The city's official webpage mentions a settlement inhabited by a pre-Slavic population from Lusatian culture on the shores of the lake (Polish: Jezioro Myśliborskie; German: Soldiner See) in the 7th century, which later turned into a West Slavic or Lechitic fortress in the 10th and 11th centuries; the area was incorporated into Poland by the Piast duke Mieszko I by the end of the 10th century.[2] According to the city's webpage, the town site was a fishing settlement called Sołtyń, located on a trading route between Silesia and Greater Poland towards the Oder delta. It is from this fishing settlement that the later German name of the town comes: Soldin.[2]
The site was acquired as a rest house by the Dominican Order in 1234, while the fort was granted to the Knights Templar by Duke Władysław Odonic and finally sold to the Ascanian margraves Johann I and Otto III of Brandenburg in 1261. Together with the nearby castellany of Santok, the former Greater Polish lands were incorporated into the Brandenburgian Neumark ("New March"; Polish: Nowa Marchia) territory. The town was first mentioned as Soldin in a 1270 deed and quickly became the administrative centre of the region, a Dominican monastery was founded there in 1275. However, in the first half of the 14th century Soldin declined due to famine and political strife of the Ascanian dynasty, in the course of which the Soldin Castle was destroyed.
In the 16th century, Margrave Johann of Brandenburg-Küstrin converted the Neumark to Protestantism, seceded from Brandenburg and transferred his court from Soldin to Küstrin (now Kostrzyn nad Odrą, Poland). The Dominican monastery was dissolved. Soldin suffered heavy damage in the Thirty Years War, when it was overrun by the Imperial army under Albrecht von Wallenstein marching against King Christian IV of Denmark. It began to recover only in the 18th century as a garrison town of the Kingdom of Prussia under Frederick the Great. When the German Empire was formed in 1871, Soldin was the capital of a rural district (Landkreis) within the Prussian Province of Brandenburg. In the 19th century, Soldin was largely bypassed by the industrial revolution, and was not served by rail until 1888. Electrification came in 1898, and a municipal water system only in 1912. In the nearby forest, the Lituanica plane crash occurred on 17 July 1933.
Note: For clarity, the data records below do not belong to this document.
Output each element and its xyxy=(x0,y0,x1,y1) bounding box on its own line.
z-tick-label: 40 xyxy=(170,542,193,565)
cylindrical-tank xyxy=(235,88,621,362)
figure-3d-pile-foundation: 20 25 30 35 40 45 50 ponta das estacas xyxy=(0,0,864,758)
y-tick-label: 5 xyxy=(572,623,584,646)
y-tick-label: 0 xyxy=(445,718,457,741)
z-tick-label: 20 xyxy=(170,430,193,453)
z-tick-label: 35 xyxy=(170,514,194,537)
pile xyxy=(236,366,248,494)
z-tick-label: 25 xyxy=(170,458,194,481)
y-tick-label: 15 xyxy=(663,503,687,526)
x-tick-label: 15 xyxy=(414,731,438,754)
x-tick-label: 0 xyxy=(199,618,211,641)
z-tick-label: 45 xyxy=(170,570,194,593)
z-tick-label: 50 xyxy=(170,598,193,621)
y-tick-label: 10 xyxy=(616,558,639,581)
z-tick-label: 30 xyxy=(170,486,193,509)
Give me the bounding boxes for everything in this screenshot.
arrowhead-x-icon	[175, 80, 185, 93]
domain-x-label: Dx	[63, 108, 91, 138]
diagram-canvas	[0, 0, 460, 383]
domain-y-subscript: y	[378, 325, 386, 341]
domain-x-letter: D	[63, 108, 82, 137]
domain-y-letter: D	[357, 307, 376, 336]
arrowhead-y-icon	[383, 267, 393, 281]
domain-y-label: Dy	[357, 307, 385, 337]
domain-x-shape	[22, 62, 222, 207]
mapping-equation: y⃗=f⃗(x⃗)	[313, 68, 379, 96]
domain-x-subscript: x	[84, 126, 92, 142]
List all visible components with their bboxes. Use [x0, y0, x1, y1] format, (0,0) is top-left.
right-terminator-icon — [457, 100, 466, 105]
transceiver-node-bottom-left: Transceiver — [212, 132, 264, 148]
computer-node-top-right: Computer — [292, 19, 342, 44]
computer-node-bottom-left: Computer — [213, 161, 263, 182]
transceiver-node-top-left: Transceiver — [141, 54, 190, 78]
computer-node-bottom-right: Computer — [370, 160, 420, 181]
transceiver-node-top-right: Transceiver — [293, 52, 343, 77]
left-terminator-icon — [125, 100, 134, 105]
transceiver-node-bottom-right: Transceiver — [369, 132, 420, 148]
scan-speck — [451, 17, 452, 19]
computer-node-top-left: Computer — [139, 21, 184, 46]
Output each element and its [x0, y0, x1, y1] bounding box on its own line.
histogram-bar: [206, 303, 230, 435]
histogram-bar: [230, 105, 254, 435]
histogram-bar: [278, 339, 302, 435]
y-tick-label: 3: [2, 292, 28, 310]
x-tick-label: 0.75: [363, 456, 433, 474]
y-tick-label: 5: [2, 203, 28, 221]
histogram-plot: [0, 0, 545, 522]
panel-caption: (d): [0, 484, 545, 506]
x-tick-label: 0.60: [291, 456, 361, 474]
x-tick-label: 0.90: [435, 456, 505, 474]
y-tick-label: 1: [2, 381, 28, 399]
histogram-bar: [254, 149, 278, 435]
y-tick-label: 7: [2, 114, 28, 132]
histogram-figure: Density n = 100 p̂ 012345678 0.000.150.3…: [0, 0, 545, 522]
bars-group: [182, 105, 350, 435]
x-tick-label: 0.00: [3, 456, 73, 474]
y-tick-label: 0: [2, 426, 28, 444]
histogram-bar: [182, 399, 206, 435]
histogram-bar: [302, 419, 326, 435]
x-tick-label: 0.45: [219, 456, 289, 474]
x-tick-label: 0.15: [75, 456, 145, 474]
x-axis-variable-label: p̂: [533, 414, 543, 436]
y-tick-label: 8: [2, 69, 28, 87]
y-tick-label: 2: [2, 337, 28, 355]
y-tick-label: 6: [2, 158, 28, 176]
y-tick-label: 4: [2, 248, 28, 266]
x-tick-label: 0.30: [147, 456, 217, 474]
By the beginning of the Second World War in 1939, Soldin had 6,284 inhabitants. The city was captured without a fight by the Red Army on 31 January 1945. After a Soviet soldier attempting to rape a local woman was shot and killed by her husband on 3 February, the Soviets rounded up 160 civilians from the town, mostly teenaged boys and elderly men, and murdered 120 of them in a nearby quarry four days later. After the discovery of the mass grave of the victims in 1995, a memorial commemorating the victims was erected.[3]
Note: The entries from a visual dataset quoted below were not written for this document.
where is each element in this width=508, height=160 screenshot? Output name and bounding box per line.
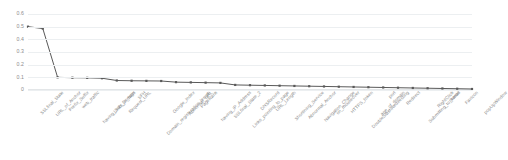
y-tick-label: 0.3 [0,49,24,54]
data-point-marker [131,80,133,82]
data-point-marker [367,86,369,88]
data-point-marker [308,85,310,87]
gridline [28,27,472,28]
gridline [28,52,472,53]
gridline [28,65,472,66]
data-point-marker [382,86,384,88]
y-tick-label: 0.4 [0,37,24,42]
x-tick-label: popUpWindow [483,90,508,115]
data-point-marker [397,87,399,89]
gridline [28,39,472,40]
data-point-marker [145,80,147,82]
y-axis: 00.10.20.30.40.50.6 [0,14,24,90]
data-point-marker [190,81,192,83]
gridline [28,14,472,15]
data-point-marker [234,84,236,86]
data-point-marker [205,82,207,84]
x-axis: SSLfinal_StateURL_of_AnchorPrefix_Suffix… [28,90,472,160]
y-tick-label: 0.5 [0,24,24,29]
data-point-marker [338,86,340,88]
data-line [28,27,472,89]
y-tick-label: 0.1 [0,75,24,80]
data-point-marker [353,86,355,88]
data-point-marker [279,85,281,87]
data-point-marker [264,84,266,86]
y-tick-label: 0.2 [0,62,24,67]
y-tick-label: 0 [0,87,24,92]
y-tick-label: 0.6 [0,11,24,16]
data-point-marker [323,85,325,87]
data-point-marker [116,79,118,81]
data-point-marker [412,87,414,89]
data-point-marker [42,27,44,29]
data-point-marker [175,81,177,83]
data-point-marker [427,87,429,89]
gridline [28,77,472,78]
x-tick-label: Favicon [464,90,479,105]
plot-area [28,14,472,90]
data-point-marker [219,82,221,84]
data-point-marker [293,85,295,87]
data-point-marker [249,84,251,86]
data-point-marker [160,80,162,82]
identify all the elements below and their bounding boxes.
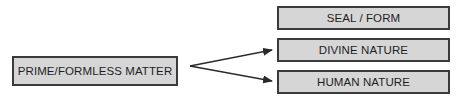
connector-arrows bbox=[0, 0, 462, 99]
arrow-to-human-nature bbox=[190, 66, 272, 81]
arrow-to-divine-nature bbox=[190, 50, 272, 66]
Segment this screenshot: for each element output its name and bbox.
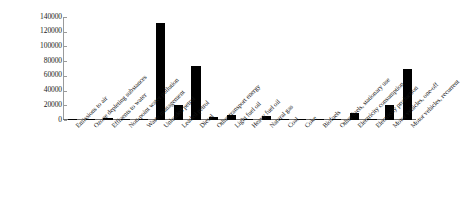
y-axis-tick-mark — [64, 32, 67, 33]
y-axis-tick-mark — [64, 120, 67, 121]
x-axis-category-label: Coke — [303, 114, 318, 129]
y-axis-tick-mark — [64, 91, 67, 92]
x-axis-category-label: Biofuels — [321, 108, 341, 128]
y-axis-tick-mark — [64, 46, 67, 47]
y-axis-tick-mark — [64, 61, 67, 62]
y-axis-tick-mark — [64, 105, 67, 106]
y-axis-tick-mark — [64, 17, 67, 18]
x-axis-category-label: Diesel — [198, 112, 215, 129]
x-axis-category-label: Coal — [286, 115, 300, 129]
y-axis-tick-mark — [64, 76, 67, 77]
Historic architecture of Myślibórz (examples), from top, left to right: Collegiate church of St. John the Baptist, Nowogródzka Gate, Prochowa Tower, Dominican Monastery, town hall, Holy Spirit chapel
With the end of the war in 1945, the partly depopulated area was transferred to Poland under border changes promulgated at the Potsdam Conference. The surviving German population of Soldin was forcibly expelled[citation needed] and the town, renamed Myślibórz, was gradually repopulated by Polish settlers. It was a powiat centre initially in Szczecin Voivodeship (1945-1975), then in Gorzów one (1975-1998), finally in West Pomeranian one since 31 December 1998.